Romance and capitalism are so enmeshed that our aspirations of love often include aspirations of money.
Queer Love, it turns out, is everything True Love wishes it could be, and the same goes for Queer Love stories—they’re the best kind of love stories because they’re forced to self-determine, which means they do their own world-building (Lord of the Rings, but make it gay… er than it already is).
You don’t have to be an LGBTQ+ person to experience Queer Love. The only thing queer love requires is authenticity, and you can have that no matter who your partner(s) is/are.
But as I said, a Queer Love story isn’t just a straight love story featuring queer people—it’s about a love that is rooted in radical, asymmetrical truth. Queer Love is inherently political—an action that bell hooks defined as “the practice of freedom.”IX Queer Love takes up space—it is earth-shattering and expansive, yet somehow remains vulnerable even in its strongest form.
When I say Queer Love, I mean love that makes its own rules. Love that exists without borders and thrives without clean lines. Love that creates more space than it takes up.

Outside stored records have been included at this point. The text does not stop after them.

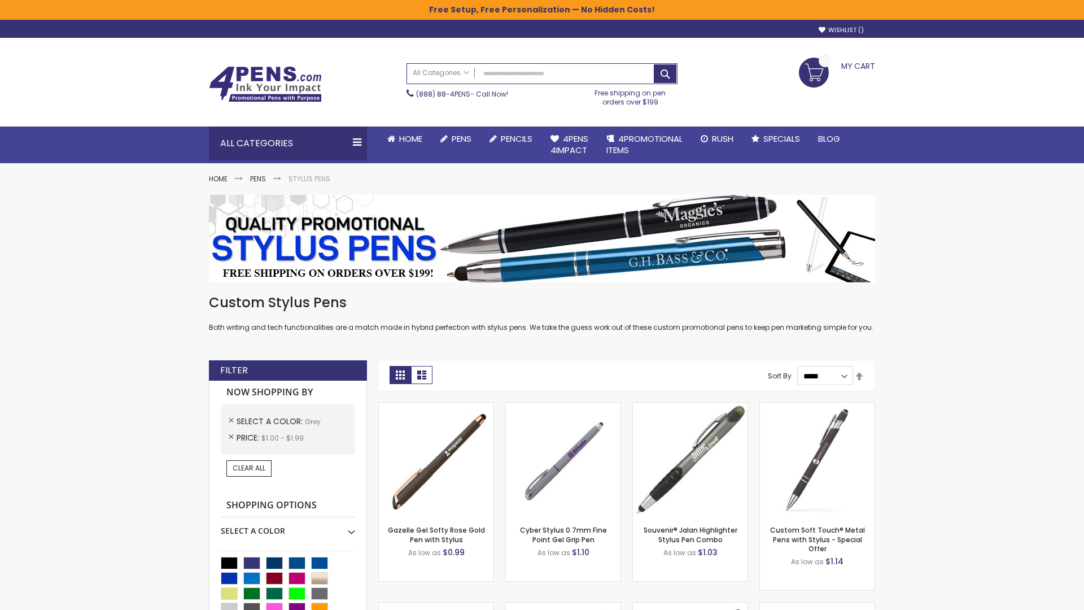  I want to click on div: Free shipping on pen orders over $199, so click(631, 95).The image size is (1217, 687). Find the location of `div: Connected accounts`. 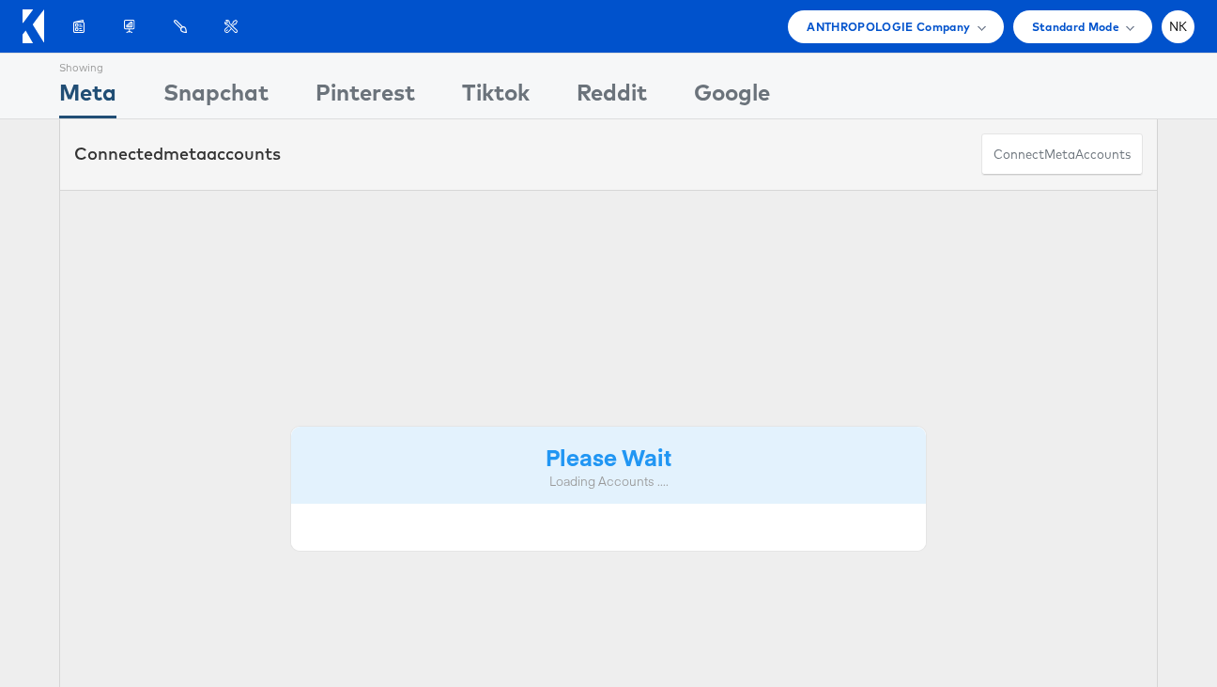

div: Connected accounts is located at coordinates (178, 154).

They’re always lucid, able to articulate their feelings: “I’m anxious,” “I’m overwhelmed,” “I’m stressed,” “I’m pleased.” You envy them for this, especially since years of dating men trained you to do the opposite: under-communicate until the relationship implodes. It may be a queer stereotype to fall in love fast, but maybe that’s not such a bad thing. Maybe it means you’re more in touch with yourself and your feelings. Maybe we’d all fall in love fast if we
Andrea Long Chu writes, “If there is any lesson of gender transition—from the simplest request regarding pronouns to the most invasive surgeries—it’s that gender is something other people have to give you. Gender exists, if it is to exist at all, only in the structural generosity of strangers.”